It didn't happen. Apart from the Allied Irish Bank and a handful of others, the private sector has given desktop Linux a wide berth so far.

The public sector has been braver, with numerous organisations including government departments in Paris, Munich and Singapore making aggressive migration plans but not all of them followed through. Paris City Council nixed its plans in the short term due to the costs of migration. Munich put its migration on hold for a few months while legal issues were sorted out, but the process is now due to start in the New Year. Singapore plans to install Microsoft Office's open source competitor OpenOffice.org on 20,000 PCs, but has been unwilling to commit to migrating to Linux.

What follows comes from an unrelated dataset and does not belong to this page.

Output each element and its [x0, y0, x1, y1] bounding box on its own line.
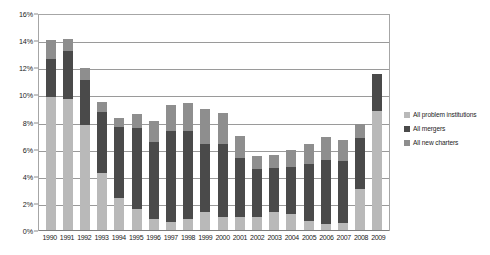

In a speech at the Gartner Symposium in October, Microsoft CEO Steve Ballmer seized on these setbacks as clear evidence that Linux is no competition on the desktop.

"There is no appreciable amount of Linux on the client anywhere in the world," said Ballmer. "The city of Paris, people said the city of Paris was going to adopt Linux. Well, the studies come back, it would be dramatically more expensive to move to Linux, there's no ROI case for the next seven or eight years to even consider a movement from Windows to Linux for the city of Paris."

"Now, Munich is Munich. There is the city of Munich. Yes, we lost the city of Munich. But the fact that the same story gets told 65,000 times and there's still only one customer and they're still -- how do I use a good, polite word here? -- they're still diddling around to some degree to try to decide when they're really going to do the migration. I mean, come on, where's the evidence?"

The question may have been rhetorical but Ballmer may soon get his evidence. The Norwegian city of Bergen recently announced plans to start migrating to Linux on the desktop next year.

Bergen, the second largest city in Norway, announced its decision to migrate to Linux on the server earlier this year. It has already transferred the majority of the servers in its educational network from 100 Windows NT to Linux, and is expected to migrate its database servers from HP-UX and Microsoft to Linux.